How to Create a DVD with DVD Flick in 10 Minutes

How to Create a DVD with DVD Flick in 10 MinutesCreating a playable DVD quickly can be handy when you need a physical copy for a presentation, gift, archive, or to play on older DVD players. DVD Flick is a free, lightweight Windows application that simplifies the process of turning video files into a standard DVD. This guide walks you step-by-step through creating a DVD with DVD Flick in about 10 minutes. Times below are estimates and assume you already have your video files ready and a functioning Windows PC with a DVD burner.


What you’ll need (quick checklist)

  • A Windows PC with a DVD burner
  • Blank DVD-R or DVD+R disc (4.7 GB single-layer for most projects)
  • DVD Flick installed (download and install DVD Flick)
  • Optional: ImgBurn installed (DVD Flick uses ImgBurn to burn discs; DVD Flick can install it or you can install separately)
  • Video files in common formats (MP4, AVI, MKV, WMV, etc.)

Step 1 — Prepare your files (1–2 minutes)

  1. Gather the video files you want on the DVD and put them in a single folder for convenience.
  2. If files are very large or in an uncommon format, consider quickly checking one plays in a media player. DVD Flick supports many formats; transcoding will occur during DVD creation.

Step 2 — Launch DVD Flick and create a new project (30 seconds)

  1. Open DVD Flick.
  2. Click “Project settings” and set:
    • Target size: DVD (4.3 GB) or custom if using dual-layer.
    • Encoding profile: choose “Fast” or “Normal” depending on speed vs. quality. For a quick build, select Fast.
    • Aspect ratio: set to Auto or select 4:3 / 16:9 based on your source.
  3. Click OK.

Step 3 — Add your videos (1 minute)

  1. Click “Add title” and browse to the folder containing your videos.
  2. Select one or multiple files — they’ll appear in the Titles list.
  3. Optionally reorder titles by selecting and using the up/down buttons. Each title corresponds to a DVD chapter or track.
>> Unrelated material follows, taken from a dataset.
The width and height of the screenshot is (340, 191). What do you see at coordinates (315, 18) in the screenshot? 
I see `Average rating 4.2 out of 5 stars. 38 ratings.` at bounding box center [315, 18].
Step 4 — Add a simple menu (1 minute)

  1. Click the “Menu settings” tab.
  2. Choose a template from the built-in menu themes. For a 10-minute workflow, pick a simple template (less rendering time).
  3. Give the menu a title if desired. You can skip advanced customization to save time.

Step 5 — Configure audio/subtitles (optional, 30 seconds)

  1. Select a title and click “Edit title.”
  2. Under Audio tracks, confirm or add the audio stream you want.
  3. Under Subtitles, add .srt files if needed.
  4. Click OK.

Step 6 — Create the DVD project files (2–4 minutes depending on length and settings)

  1. Click “Create DVD.”
  2. Choose a temporary folder for the project files. DVD Flick will start encoding: it converts your videos into the MPEG-2 format used on DVDs and builds the VIDEO_TS structure.
  3. Encoding time depends on:
    • Total video length (shorter = faster)
    • Encoding profile (Fast vs. Normal)
    • Your CPU speed
      For a short video or a fast profile, initial encoding may complete within a few minutes.

Step 7 — Burn to disc using ImgBurn (1–3 minutes)

  1. After DVD Flick finishes creating the VIDEO_TS files, it launches ImgBurn automatically (if installed).
  2. In ImgBurn:
    • Insert a blank DVD into your burner.
    • Confirm the source (the VIDEO_TS folder) and destination (your DVD drive).
    • Click the burn button.
  3. Burning a single-layer DVD usually takes 3–10 minutes depending on burn speed and drive.

Quick troubleshooting tips

  • If DVD Flick can’t find ImgBurn: download and install ImgBurn, then re-run the burn step.
  • If the disc doesn’t play on your player: check region compatibility, try a different blank disc brand (Verbatim often works well), or reduce burn speed in ImgBurn.
  • If encoding fails: ensure source files aren’t corrupted and you have enough free disk space in the temporary folder.

Expected total time

  • Short video (under 10–15 minutes) using Fast profile: ~10 minutes (preparation + encode + burn).
  • Longer videos or Normal profile: 15–60+ minutes depending on length and CPU.

Tips to speed the process

  • Use the “Fast” encoding profile.
  • Use short source videos or split long files.
  • Close other CPU-heavy applications while encoding.
  • Use a fast CPU and an internal DVD burner rather than USB external drives.

Creating a DVD with DVD Flick is straightforward: add titles, pick a menu, create project files, and burn. With a short source and the Fast profile, you can often have a playable DVD in about 10 minutes.